Slive’s denial had to be enough to say the securities had disappeared while in police custody. He’s IA after all. Who better to know? That’s a story.

  He stood up as soon as he set the receiver on the hook. He’d held off too long, but now he needed to talk to Worthless about the briefcase. That the city editor would throw Taylor under a subway train at the first hint of real trouble with a story never made him confident. But he had to get this in the paper and that wouldn’t happen without Worth’s backing. As he approached the city desk, the door to the page one conference room opened. Worth was first out.

  “Need to talk to you about the Dodd shooting.” Garfield was right behind Worth. “If you and Mr.
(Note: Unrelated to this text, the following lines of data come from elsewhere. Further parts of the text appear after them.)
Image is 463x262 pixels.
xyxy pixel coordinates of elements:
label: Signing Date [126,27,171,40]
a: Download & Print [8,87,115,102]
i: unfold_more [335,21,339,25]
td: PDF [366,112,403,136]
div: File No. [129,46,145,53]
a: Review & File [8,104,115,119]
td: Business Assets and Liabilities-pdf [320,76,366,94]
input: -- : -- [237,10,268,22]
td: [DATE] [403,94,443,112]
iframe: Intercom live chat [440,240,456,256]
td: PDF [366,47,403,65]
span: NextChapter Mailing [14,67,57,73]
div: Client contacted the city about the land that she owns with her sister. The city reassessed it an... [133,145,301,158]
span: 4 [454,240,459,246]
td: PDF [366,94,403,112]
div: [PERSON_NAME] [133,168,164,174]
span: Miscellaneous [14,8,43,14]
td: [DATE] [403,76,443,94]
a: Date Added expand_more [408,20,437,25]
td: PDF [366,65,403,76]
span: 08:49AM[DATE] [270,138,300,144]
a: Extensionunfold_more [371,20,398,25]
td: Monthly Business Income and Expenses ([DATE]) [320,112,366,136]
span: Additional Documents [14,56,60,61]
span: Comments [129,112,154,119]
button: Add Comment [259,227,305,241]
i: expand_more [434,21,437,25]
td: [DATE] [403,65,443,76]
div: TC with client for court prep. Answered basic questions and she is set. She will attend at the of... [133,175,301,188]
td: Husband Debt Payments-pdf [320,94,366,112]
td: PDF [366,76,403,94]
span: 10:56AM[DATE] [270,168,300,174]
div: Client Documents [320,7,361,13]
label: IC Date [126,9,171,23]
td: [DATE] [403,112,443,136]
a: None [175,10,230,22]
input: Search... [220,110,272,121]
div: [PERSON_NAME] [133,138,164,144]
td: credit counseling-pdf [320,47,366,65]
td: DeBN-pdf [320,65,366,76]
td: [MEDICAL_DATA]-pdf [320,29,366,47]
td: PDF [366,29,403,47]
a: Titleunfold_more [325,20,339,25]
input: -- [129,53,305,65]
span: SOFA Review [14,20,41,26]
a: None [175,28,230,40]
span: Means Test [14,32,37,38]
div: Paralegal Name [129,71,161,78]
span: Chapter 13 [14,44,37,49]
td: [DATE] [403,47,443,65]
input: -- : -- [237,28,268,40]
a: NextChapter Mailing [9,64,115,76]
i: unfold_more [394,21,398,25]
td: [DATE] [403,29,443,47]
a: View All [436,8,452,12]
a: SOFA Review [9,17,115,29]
Garfield could just give me some time—”

  “There is no more time, you idiot.” Worth pushed past.

  The editors went to their various sections and came back trailing their reporters. Everyone—three quarters of the newsroom was in now—crowded around the city desk and clogged the aisles leading to Garfield’s office, which had been built right in the center of the newsroom next to the city and national desks. Garfield climbed on Worth’s shiny maple desktop.

  “I’m afraid the news is very bad. The paper is closing.”

  The collective intake of breath sounded like the whole crowd had been hit in the stomach. Several moans.

  “Shit, knew it.”

  “Oh god, no.”

  “This is the saddest day of my life. For my family. As you all know, the paper goes back one hundred eighteen years to the New York Telegram’s founding by Cyrus Garfield. We have tried to weather very difficult times in our economy, our city, and our industry.” Garfield could barely project his voice. He sounded exhausted, like a man who’d been up for nights. He probably had been. People pressed in to hear. “I could not have asked more of all of you. When the World Journal Tribune folded eight years ago, I really thought we had a chance to be one of the survivors. We couldn’t find a buyer. There was some interest from Australia, but that faded. My family’s resources are exhausted. The New Haven Life Insurance Company will not provide any more cash. They have a substantial holding in New York City bonds and are worried about their own survival.